• Mikhail Nitko
  • NEWBIE
  • 15 Points
  • Member since 2014

  • Chatter
    Feed
  • 0
    Best Answers
  • 0
    Likes Received
  • 0
    Likes Given
  • 2
    Questions
  • 3
    Replies

Hi folks, I need your help.

I'm trying to create a Workflow that triggers when creating a Child object record that is tied to a Parent, which has a lookup to another object via that contains the decisive picklist field.

My real objects are complicated, by a similar hypothetical situation would be:...

Lets pretend I have a Student__c parent object, and the Student has child object records called Classes, and the Student also connected via lookup to a School object.  The School object has a Picklist on it, called Region.  The Classes object also has a picklist on it called Region.

I would like to have a workflow that fires when you create a Classes child record, that checks if the value of Region on the School object is set to a specific value, and then set that value in it's own Region picklist based on that.

I have tried workflow formulas that execute on criteria such as:

CONTAINS(TEXT(Student__r.School__r.Region__c),"West")

ISPICKVAL(Student__r.School__r.Region__c,"West")

TEXT(Student__r.School__r.Region__c) = "West"

I've trued using single or double quotes around the values.

And I've even brought the field from "School" onto "Student" via a formula field, already converted into TEXT(), so that I can try all those above formulas without the intermediate object in the formula, so it looked like:  Student__r.School_Region__c = "West"

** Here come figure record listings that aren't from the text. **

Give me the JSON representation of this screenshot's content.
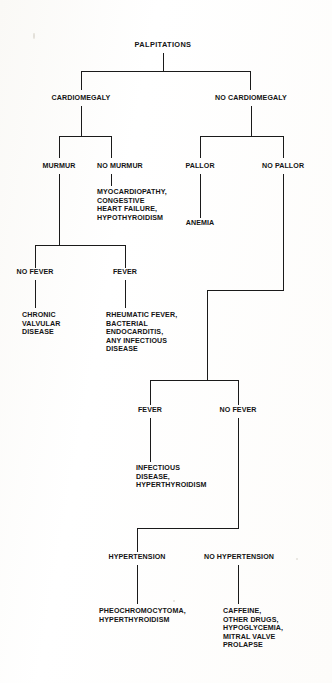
{
  "diagram": {
    "title": "PALPITATIONS",
    "type": "clinical decision tree",
    "root": "PALPITATIONS",
    "nodes": {
      "palpitations": "PALPITATIONS",
      "cardiomegaly": "CARDIOMEGALY",
      "no_cardiomegaly": "NO CARDIOMEGALY",
      "murmur": "MURMUR",
      "no_murmur": "NO MURMUR",
      "pallor": "PALLOR",
      "no_pallor": "NO PALLOR",
      "myocardiopathy_block": "MYOCARDIOPATHY,\nCONGESTIVE\nHEART FAILURE,\nHYPOTHYROIDISM",
      "anemia": "ANEMIA",
      "no_fever_1": "NO FEVER",
      "fever_1": "FEVER",
      "chronic_valvular": "CHRONIC\nVALVULAR\nDISEASE",
      "rheumatic_block": "RHEUMATIC FEVER,\nBACTERIAL\nENDOCARDITIS,\nANY INFECTIOUS\nDISEASE",
      "fever_2": "FEVER",
      "no_fever_2": "NO FEVER",
      "infectious_block": "INFECTIOUS\nDISEASE,\nHYPERTHYROIDISM",
      "hypertension": "HYPERTENSION",
      "no_hypertension": "NO HYPERTENSION",
      "pheochromocytoma_block": "PHEOCHROMOCYTOMA,\nHYPERTHYROIDISM",
      "caffeine_block": "CAFFEINE,\nOTHER DRUGS,\nHYPOGLYCEMIA,\nMITRAL VALVE\nPROLAPSE"
    },
    "colors": {
      "line": "#1a1a1a",
      "text": "#141414",
      "background": "#ffffff"
    }
  }
}
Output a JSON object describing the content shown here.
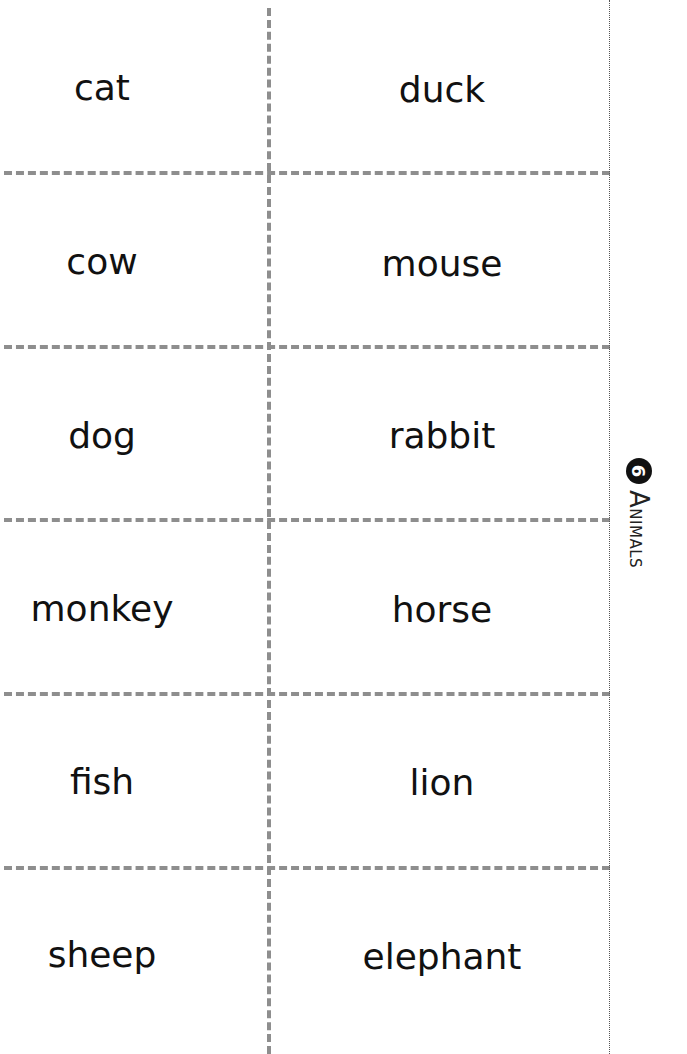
{
  "section": {
    "number": "6",
    "title": "Animals",
    "title_first": "A",
    "title_rest": "nimals"
  },
  "cards": {
    "rows": [
      {
        "left": "cat",
        "right": "duck"
      },
      {
        "left": "cow",
        "right": "mouse"
      },
      {
        "left": "dog",
        "right": "rabbit"
      },
      {
        "left": "monkey",
        "right": "horse"
      },
      {
        "left": "fish",
        "right": "lion"
      },
      {
        "left": "sheep",
        "right": "elephant"
      }
    ]
  },
  "colors": {
    "cut_line": "#8e8e8e",
    "fold_line": "#555555",
    "text": "#111111"
  }
}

And I just cant get the workflow to fire.

Any ideas?

Hi All,

I'm new to the org I've inherited, and am running into a challenge that was precipitated by a small request.

We have a multi-picklist field that I'm changing to a single picklist field.  

Since that picklist field appears in a class (that is no longer used), I got the Force.com IDE, and made a sandbox, and comment out the no longer used class in the IDE, then deployed to sandbox.

While deploying the change set from the sandbox to production, I hit a handful of errors, all citing components that I did not touch, nor ever worked on.  I'm looking at them now and I would be a bit over my head to try and fix someone else's work here.

So how do I deploy only the single class which I need to modify to change a single field?

This was supposed to be a simple request, but the rabbit hole keeps getting deeper.......

Hi All,

I'm new to the org I've inherited, and am running into a challenge that was precipitated by a small request.

We have a multi-picklist field that I'm changing to a single picklist field.  

Since that picklist field appears in a class (that is no longer used), I got the Force.com IDE, and made a sandbox, and comment out the no longer used class in the IDE, then deployed to sandbox.

While deploying the change set from the sandbox to production, I hit a handful of errors, all citing components that I did not touch, nor ever worked on.  I'm looking at them now and I would be a bit over my head to try and fix someone else's work here.

So how do I deploy only the single class which I need to modify to change a single field?

This was supposed to be a simple request, but the rabbit hole keeps getting deeper.......

I've got a custom object with number fields on it. I want to be able to report on evaluations entered into that object and those fields using an average formula. I've made it that far, but I need it to not make blank values count against the average. For instance, if I want an average of one field from that object, 1stField__C may have a total value of 25. The average of that from 5 evaluations would be 5. But in that same report, I want to average 2ndField__C. It may have one blank value, and total to 20. If it is diving the record count into that (5 records), it's 4, but one is blank. It should be diving the number of values that do not equal blank into the total (20 divided by 4, not 5) and then it would give an average of 5. Not 4.

 

I know that is a run on like crazy, but any help would be appreciated. Thanks!